By Patrick Goodenough

September 15, 2021

-CNS

 

(CNSNews.com) – Some of China’s most advanced warships appear to be among four People’s Liberation Army Navy vessels that sailed within the exclusive economic zone of the United States, off Alaska, at the end of August.

A photo taken by the U.S. Coast Guard at the time but posted on the Pentagon’s Defense Visual Information Distribution Service website only this week, shows three Chinese vessels photographed from the U.S. Coast Guard Cutter Bertholf.

A second photo shows the cutter’s captain communicating with one of the Chinese vessels.

A statement from the U.S. Coast Guard said Bertholf and a second Coast Guard cutter, Kimball, “observed four ships from the People’s Liberation Army Navy (PLAN) operating as close as 46 miles off the Aleutian Island coast.”

“While the ships were within the U.S. exclusive economic zone, they followed international laws and norms and at no point entered U.S. territorial waters,” it said.

The Coast Guard said the four ships were “a guided missile cruiser, a guided missile destroyer, a general intelligence vessel, and an auxiliary vessel.”

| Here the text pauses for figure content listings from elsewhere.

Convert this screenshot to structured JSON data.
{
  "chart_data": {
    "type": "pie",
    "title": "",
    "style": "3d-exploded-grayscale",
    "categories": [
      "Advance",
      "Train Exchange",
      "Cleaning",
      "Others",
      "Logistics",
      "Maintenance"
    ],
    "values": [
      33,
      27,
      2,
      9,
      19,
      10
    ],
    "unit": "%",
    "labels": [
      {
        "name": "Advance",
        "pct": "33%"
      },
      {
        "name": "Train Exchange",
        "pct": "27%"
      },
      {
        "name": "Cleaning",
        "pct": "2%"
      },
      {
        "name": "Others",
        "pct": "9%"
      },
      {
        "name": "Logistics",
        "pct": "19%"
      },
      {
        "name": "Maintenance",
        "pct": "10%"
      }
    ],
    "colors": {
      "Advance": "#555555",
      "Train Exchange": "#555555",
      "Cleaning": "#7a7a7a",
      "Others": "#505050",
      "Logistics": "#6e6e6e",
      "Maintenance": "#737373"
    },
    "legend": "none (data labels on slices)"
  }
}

It did not identify the ships further, but three weeks ago the Chinese Communist Party paper Global Times report mentioned a PLAN taskforce of four ships transiting the Soya strait, north of Japan, before entering the Pacific Ocean. A Chinese journalist also tweeted about the taskforce.

The ships were identified as the Type 055 destroyer Nanchang, the Type 052D destroyer Guiyang, an electronic surveillance ship, and a supply vessel.

Nanchang, the Type 055 guided missile destroyer (or “guided missile cruiser” in NATO classification), is a new class of 10,000-ton ship which, according to the Pentagon, boasts “a large load out of weapons including ASCMs [anti-ship cruise missiles], surface-to-air missiles, and anti-submarine weapons along with likely LACMs [land-attack cruise missiles] and anti-ship ballistic missiles.”

One of China’s newest warships, the Nanchang (hull number 101) was first seen publicly during an April 2019 naval parade off Shandong province commemorating the 70th anniversary of the founding of PLAN.

Meanwhile the Type 052D destroyer carries “advanced anti-ship and anti-air weapons and sensors, boosting the PLAN’s area air defense and anti-surface warfare capabilities,” according to a June 2021 Congressional Research Service report.

The U.S. Coast Guard reported that the PLAN ships came within 46 miles of the Aleutian Islands, which would be in international waters, but well within the 200 nautical mile-wide U.S. exclusive economic zone (EEZ), as defined under the U.N. Convention on the Law of the Sea.

Under the convention, territorial waters extend 12 nautical miles (14 miles) from a country’s coastline low-water mark.

The PLAN task force deployment comes at a time of ongoing tensions between the U.S. and China over rights of passage in the South China Sea, which China claims virtually in its entirety, rejecting the territorial and maritime claims of at least six other countries in the region.

The U.S. Navy regularly carries out “freedom of navigation” patrols in the area, a crucial waterway for around two-thirds of the world’s shipborne trade.

One week ago the U.S. Navy reported that the aircraft carrier USS Carl Vinson and its carrier strike group had entered the South China Sea as “part of the U.S. Navy’s routine presence in the Indo-Pacific.”

The release referred to “upholding a rules-based international order” and support for “a free and open Indo-Pacific region” – terms regularly used in connection with the disputes over China’s claims in the South China Sea.

After the U.S. Navy Chief of Information, Rear Admiral Charlie Brown, posted on Twitter about the Vinson carrier strike group deployment, the editor-in-chief of Global Times, Hu Xijin, tweeted in response, “Hopefully when Chinese warships pass through the Caribbean Sea or show up near Hawaii and Guam one day, the U.S. will uphold the same standard of freedom of navigation. That day will come soon.”

“The U.S. Navy has upheld the standards of freedom of navigation longer than the PLA navy has existed,” Brown responded.